Many of the dogs described in this book will be unfamiliar to the reader, and I’m especially interested in these lesser-known dogs. A lot has been said and written already about iconic, mediagenic dogs like Lassie, Old Yeller, and Rin Tin Tin. In An A–Z of Exceptional Dogs, I draw attention to dogs that inhabit the margins or lurk on the periphery, dogs that have been overlooked. As is so often the case, those who are allowed behind the scenes or on the sidelines (children, servants, janitors, busboys) often get to see and experience things that are normally kept from public view. Partly because they can’t speak but mainly because they don’t judge, dogs have unfettered access to the backstage of life.

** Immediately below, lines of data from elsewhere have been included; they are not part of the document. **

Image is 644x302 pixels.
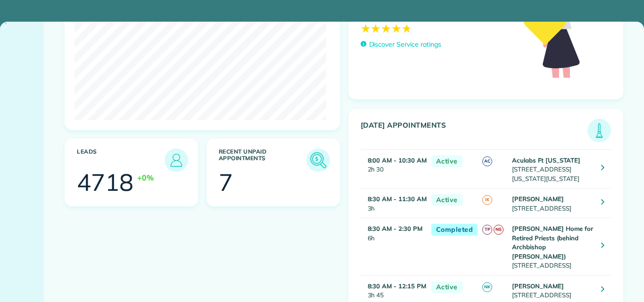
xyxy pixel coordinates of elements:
span: Completed [432,224,478,235]
div: 7 [218,170,233,194]
span: Active [432,281,462,293]
span: NK [482,282,492,292]
span: Active [432,156,462,167]
span: NS [493,225,504,234]
td: [STREET_ADDRESS] [510,188,594,218]
strong: Aculabs Ft [US_STATE] [512,157,581,164]
div: 4718 [77,170,134,194]
span: ★ [381,20,391,37]
td: 3h [361,188,426,218]
span: ★ [402,20,412,37]
div: +0% [137,172,153,183]
strong: 8:30 AM - 12:15 PM [367,282,426,290]
img: icon_todays_appointments-901f7ab196bb0bea1936b74009e4eb5ffbc2d2711fa7634e0d609ed5ef32b18b.png [590,121,609,140]
strong: [PERSON_NAME] [512,282,564,290]
strong: 8:00 AM - 10:30 AM [367,157,426,164]
td: [STREET_ADDRESS] [510,218,594,275]
span: AC [482,157,492,166]
h3: Leads [77,148,164,172]
span: TP [482,225,492,234]
td: [STREET_ADDRESS][US_STATE][US_STATE] [510,150,594,188]
span: ★ [371,20,381,37]
a: Discover Service ratings [361,39,441,50]
img: icon_leads-1bed01f49abd5b7fead27621c3d59655bb73ed531f8eeb49469d10e621d6b896.png [167,151,186,169]
span: ★ [391,20,402,37]
h3: Recent unpaid appointments [218,148,307,172]
h3: [DATE] Appointments [361,121,588,142]
strong: [PERSON_NAME] [512,195,564,203]
p: Discover Service ratings [369,39,441,50]
span: ★ [361,20,371,37]
strong: 8:30 AM - 2:30 PM [367,225,422,232]
img: icon_unpaid_appointments-47b8ce3997adf2238b356f14209ab4cced10bd1f174958f3ca8f1d0dd7fffeee.png [307,150,329,171]
td: 2h 30 [361,150,426,188]
strong: [PERSON_NAME] Home for Retired Priests (behind Archbishop [PERSON_NAME]) [512,225,593,260]
strong: 8:30 AM - 11:30 AM [367,195,426,203]
span: IK [482,195,492,204]
span: Active [432,194,462,206]
td: 6h [361,218,426,275]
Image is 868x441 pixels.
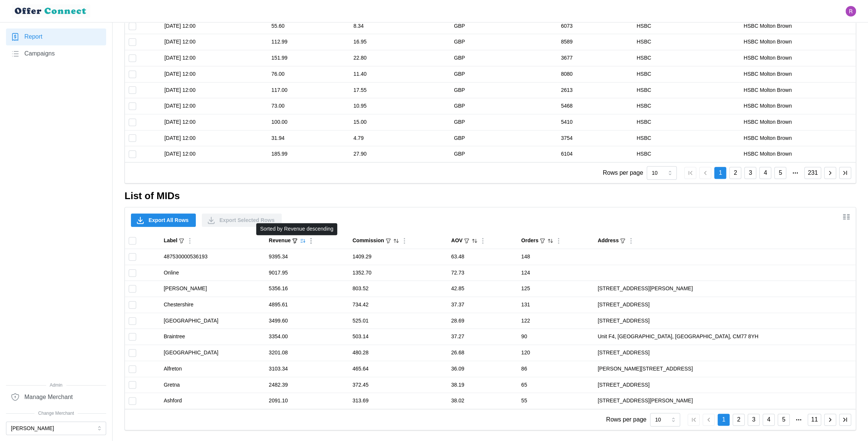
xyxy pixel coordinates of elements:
[268,98,350,114] td: 73.00
[129,333,136,340] input: Toggle select row
[349,281,448,297] td: 803.52
[268,82,350,98] td: 117.00
[350,66,450,82] td: 11.40
[350,50,450,66] td: 22.80
[450,50,557,66] td: GBP
[349,297,448,313] td: 734.42
[627,237,635,245] button: Column Actions
[24,32,43,41] span: Report
[740,114,856,130] td: HSBC Molton Brown
[594,281,856,297] td: [STREET_ADDRESS][PERSON_NAME]
[557,34,633,50] td: 8589
[730,167,741,178] button: 2
[517,329,594,345] td: 90
[129,119,136,126] input: Toggle select row
[129,86,136,94] input: Toggle select row
[744,167,756,178] button: 3
[265,281,349,297] td: 5356.16
[350,130,450,146] td: 4.79
[160,393,265,408] td: Ashford
[349,393,448,408] td: 313.69
[633,130,740,146] td: HSBC
[349,329,448,345] td: 503.14
[448,297,517,313] td: 37.37
[160,313,265,329] td: [GEOGRAPHIC_DATA]
[350,114,450,130] td: 15.00
[740,98,856,114] td: HSBC Molton Brown
[350,18,450,34] td: 8.34
[448,264,517,281] td: 72.73
[763,413,775,426] button: 4
[265,377,349,393] td: 2482.39
[517,281,594,297] td: 125
[448,313,517,329] td: 28.69
[129,134,136,141] input: Toggle select row
[594,313,856,329] td: [STREET_ADDRESS]
[268,146,350,162] td: 185.99
[740,82,856,98] td: HSBC Molton Brown
[349,345,448,361] td: 480.28
[24,49,55,59] span: Campaigns
[160,264,265,281] td: Online
[594,361,856,377] td: [PERSON_NAME][STREET_ADDRESS]
[129,22,136,30] input: Toggle select row
[448,249,517,265] td: 63.48
[740,34,856,50] td: HSBC Molton Brown
[557,146,633,162] td: 6104
[555,237,563,245] button: Column Actions
[479,237,487,245] button: Column Actions
[265,313,349,329] td: 3499.60
[6,421,106,435] button: [PERSON_NAME]
[160,345,265,361] td: [GEOGRAPHIC_DATA]
[265,329,349,345] td: 3354.00
[160,249,265,265] td: 487530000536193
[633,98,740,114] td: HSBC
[517,249,594,265] td: 148
[160,329,265,345] td: Braintree
[185,237,194,245] button: Column Actions
[633,66,740,82] td: HSBC
[349,249,448,265] td: 1409.29
[448,377,517,393] td: 38.19
[557,66,633,82] td: 8080
[557,130,633,146] td: 3754
[603,168,644,178] p: Rows per page
[349,264,448,281] td: 1352.70
[307,237,315,245] button: Column Actions
[448,329,517,345] td: 37.27
[265,345,349,361] td: 3201.08
[268,130,350,146] td: 31.94
[718,413,730,426] button: 1
[448,281,517,297] td: 42.85
[129,253,136,261] input: Toggle select row
[161,114,268,130] td: [DATE] 12:00
[521,237,538,245] div: Orders
[450,34,557,50] td: GBP
[633,114,740,130] td: HSBC
[450,130,557,146] td: GBP
[840,210,853,223] button: Show/Hide columns
[606,415,647,424] p: Rows per page
[804,167,821,178] button: 231
[129,150,136,158] input: Toggle select row
[349,377,448,393] td: 372.45
[129,269,136,277] input: Toggle select row
[129,285,136,292] input: Toggle select row
[448,361,517,377] td: 36.09
[471,237,478,244] button: Sort by AOV descending
[517,264,594,281] td: 124
[349,313,448,329] td: 525.01
[557,82,633,98] td: 2613
[164,237,177,245] div: Label
[594,377,856,393] td: [STREET_ADDRESS]
[131,213,196,227] button: Export All Rows
[161,130,268,146] td: [DATE] 12:00
[350,146,450,162] td: 27.90
[161,82,268,98] td: [DATE] 12:00
[846,6,856,17] img: Ryan Gribben
[6,382,106,388] span: Admin
[161,50,268,66] td: [DATE] 12:00
[747,413,760,426] button: 3
[450,82,557,98] td: GBP
[265,393,349,408] td: 2091.10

Imagine what Prince Albert’s dog Eos could have told us about Queen Victoria, or what Freud’s dog Yofi might have learned from his master’s patients. A dog in the room is a silent observer, a witness to the human drama: it sees all, smells all, and says nothing.

All the dogs described in this book are, like Grisby, exceptional. This obviously raises the question of what makes an exceptional dog. The answer is simple. What makes a dog exceptional is its owner. In other words, any dog can be exceptional if it’s loved enough. We see our dogs through human eyes; this is the transformative power of projection. In order to understand this process more fully, I don my psychoanalytic hat and, taking a cue from Freud (another late-life dog lover), I put the human-canine relationship on the couch (never mind the dog hair). The way we think about our dogs is infinitely revealing. Rich insights can be gained from observing how people name their dogs, create personalities for them, address them, speak on their behalf, even from the way they pick up after them. For some, a dog is an alter ego; for others, a substitute for a child; other people use their dogs to keep the world at bay, to heal wounds inflicted in infancy, or to recapture their playful, preverbal selves.

An A–Z of Exceptional Dogs is structured like a leisurely stroll in the park. We begin with Atma, the name given by the misanthropic philosopher Arthur Schopenhauer to his succession of standard poodles, and continue alphabetically until we arrive at Zémire, the adored pet of the French poet and intellectual Madame Antoinette Deshoulières. However, the path is not always direct. In this book, as on all our walks, Grisby sometimes leads us on sidetracks, following scents, sniffing out clues and connections, retracing our steps, taking us into the realms of folklore, semiotics, philosophy, and zoology. Sometimes he seems to be leading us astray, but as long as we’re together, we’ll never be lost. Everywhere, every day, he shows me how dog is the mirror of man.